Yep - I find myself in that position on Stack Overflow a lot of the time.
The primary goal of any SE site is to improve upon the existing aggregated Internet resource for questions in a certain problem domain. There are gaps in what engineering problems are easily solved via Google. There are questions that have only subpar answers on other sites, or decent but incomplete answers, where we can create something better.
It can be hard to ask a good question on SE when you:
- Are a pretty skilled and dedicated researcher; you tend to either find what you need just as quickly on your own, or else never get to the point of feeling like you're "done" researching.
- Have access to a lot of expertise in the form of coworkers, instructors, mentors, etc.

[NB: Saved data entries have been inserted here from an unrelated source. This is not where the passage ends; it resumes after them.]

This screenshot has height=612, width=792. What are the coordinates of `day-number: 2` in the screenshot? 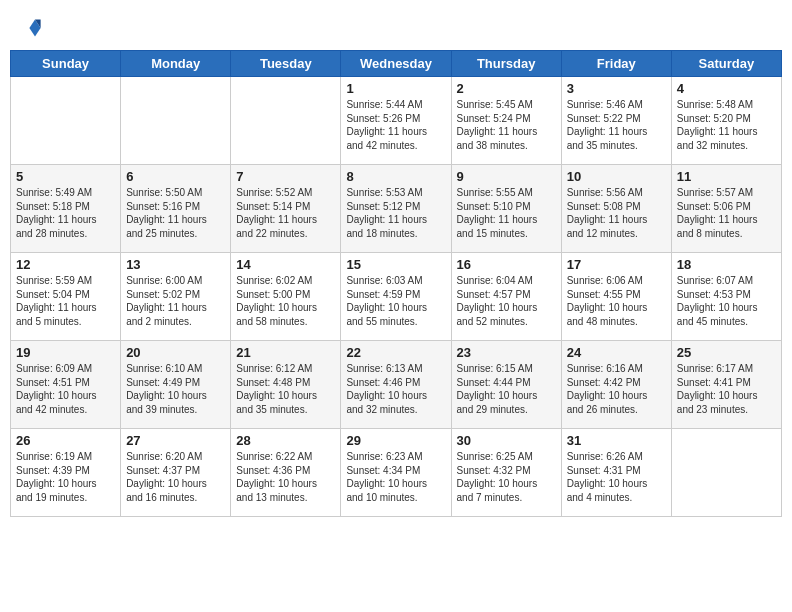 It's located at (506, 88).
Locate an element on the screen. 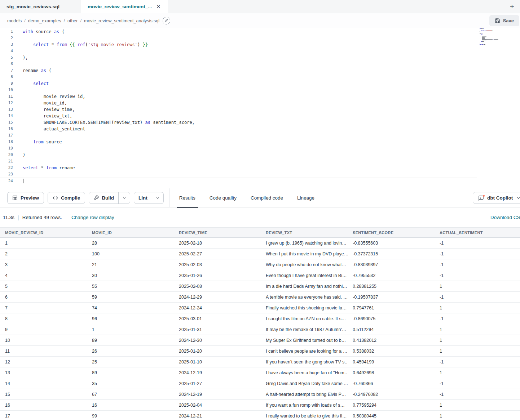 The image size is (520, 420). lint-dropdown-button is located at coordinates (158, 198).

Why take the time to do a write-up and wait for volunteers to post answers that you don't know if you can even trust, when Bob has 45 years in the industry and his cube is two aisles down?
- Work on projects that are well-documented, that have an established procedure, that have training materials, that are running smoothly. When you have to do something you haven't done before and your attempts fail outright, but someone has probably done it before, Stack Exchange wants to close the gap between you and that someone. If you don't have that sort of problem - let's be honest, that's a good thing.
That's not even a remotely exhaustive list. I'm trying to illustrate the particular niche that this site wants to fit into and that it's designed around, by examples of situations that don't necessarily call for the particular solution we're offering. We're not a Swiss Army knife, we don't do it all.
If you prohibit all questions that could infer discussion, all you end up with is a bunch of people that know nothing about engineering either asking for homework help or miss worded questions that require discussion/sourcing anyway.
We don't prohibit questions based on whether answers could infer discussion. There is actually a post notice that moderators can place on answers that don't go into enough detail, which says that good answers explain and provide context. That kind of answer often leads to some amount of discussion in comments, which is fine. Sometimes the comment constitutes a valuable addition; sometimes it adds to the site indirectly, by prompting a user to improve their answer.
What we do not want is content that is dominated by conversation. We need to be able to go through after the fact and separate the wheat from the chaff. When I say "we," I don't just mean moderators deleting comments—I also mean regular users voting and flagging.
There are lots of sites on the internet where you can wade through pages and pages of threaded conversation to get a rich, nuanced view of a complex problem. Though if we're being honest, 90% of the time what you're actually getting is a rich, nuanced view of how to have petty arguments, go off on tangents, not support arguments with evidence and get people to read something for twenty minutes that ends up not solving their problem at all.
Needless to say, we don't aspire to that.
I don't understand why legitimate questions like this one that is "sourcing" for sake of an example/clarity is put on hold. And questions like this one that is directly asking for a product source is fine.
In the case of individual questions that you think should or should not be allowed, this is a community-moderated site; even if a mod interprets a question as off-limits based on an existing policy, you can disagree and you can cast a vote to reopen the question. If that goes nowhere, you can dedicate a Meta conversation to the specific question; yes, that is allowed, once you've exhausted other avenues.
As it happens, both of those questions are now open. Personally, I think both are poor questions and I've voted accordingly. But the community decided the first one needed improvement, and then decided that the improvements it got were good enough. The more of us take part in those decisions, the better.